The appellants received three years' imprisonment each and they are appealing against severity of sentence.
At the hearing of the appeal each appellant handed in to Court his written submission. They are all young offenders aged 19 years, 20 years and 19 years respectively. They all ask for forgiveness and a reduction in sentence which they say is excessive.
The learned State counsel opposed the appeal and submitted that the offence is serious and that the custodial sentence was warranted. She supported the sentence on each appellant stating that it was not excessive in the circumstances.
One has to consider the appeal in the light of the facts of this case. The victim is the van driver employed by Tim Lee Bakery in Savusavu.

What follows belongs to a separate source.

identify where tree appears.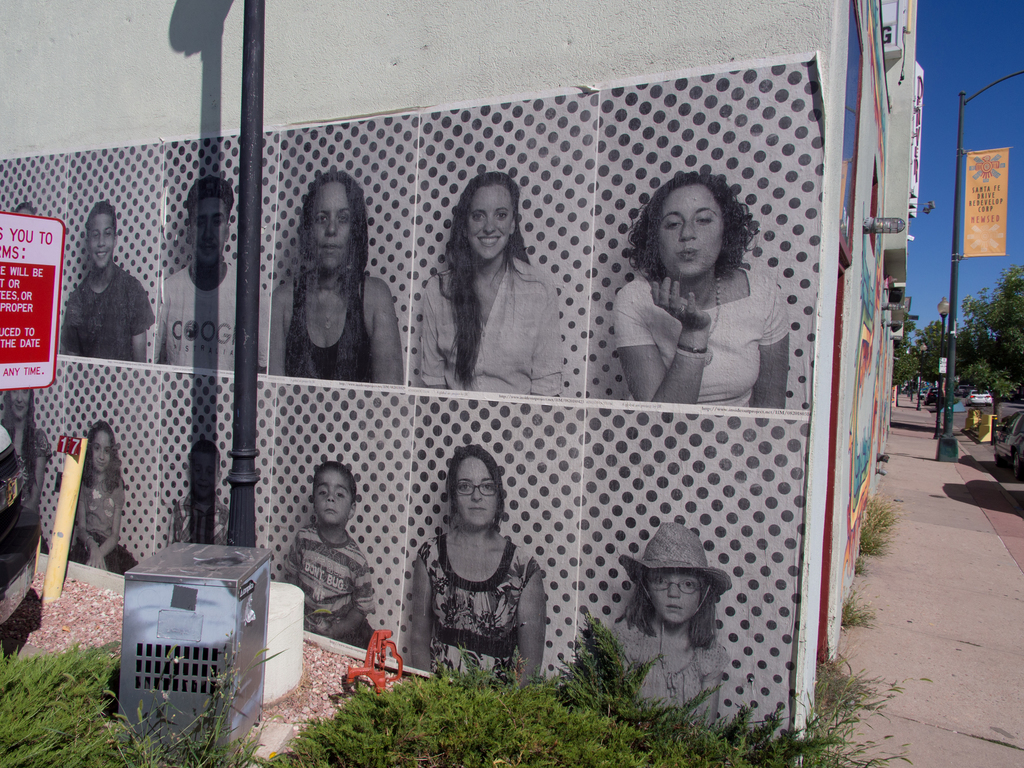
Appears at (left=958, top=355, right=983, bottom=396).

When he was returning from delivering bread at 11.15 a.m. at Wainigate "he saw that road had been blocked. A big branch of a big tree had been put across the road. Without removing the branch, no traffic could pass. The victim saw the first accused near the branch. As soon as the victim stopped his motor vehicle, the first accused ran away into the bush ..... The second and third accused came to the motor vehicle near the road block. These two accused were dressed army style with leaves on their heads. Chest upwards they could be mistaken for soldiers. They both attacked the victim. They held two knives on his neck and robbed him of $446.22 cash, 80 packets of butter (¼ lb) and 6 loaves of bread. Total cash and value of goods taken is $518.00". There was a small cut on the victim and it was also swollen.
This indeed was a very serious offence committed by young offenders. The facts reveal a depressingly familiar picture of unwarranted and unprovoked act and loutish behaviour on the part of the appellants attacking an innocent man in a public place. The only thing in their favour is that they had all pleaded guilty and that the injury was very minor.
The custodial sentence was right in principle and indeed inevitable. The appellants are equally liable under sections 21 and 22 of the Penal Code but for the part the first appellant played I shall deal with him slightly differently from the other two as far as sentence is concerned.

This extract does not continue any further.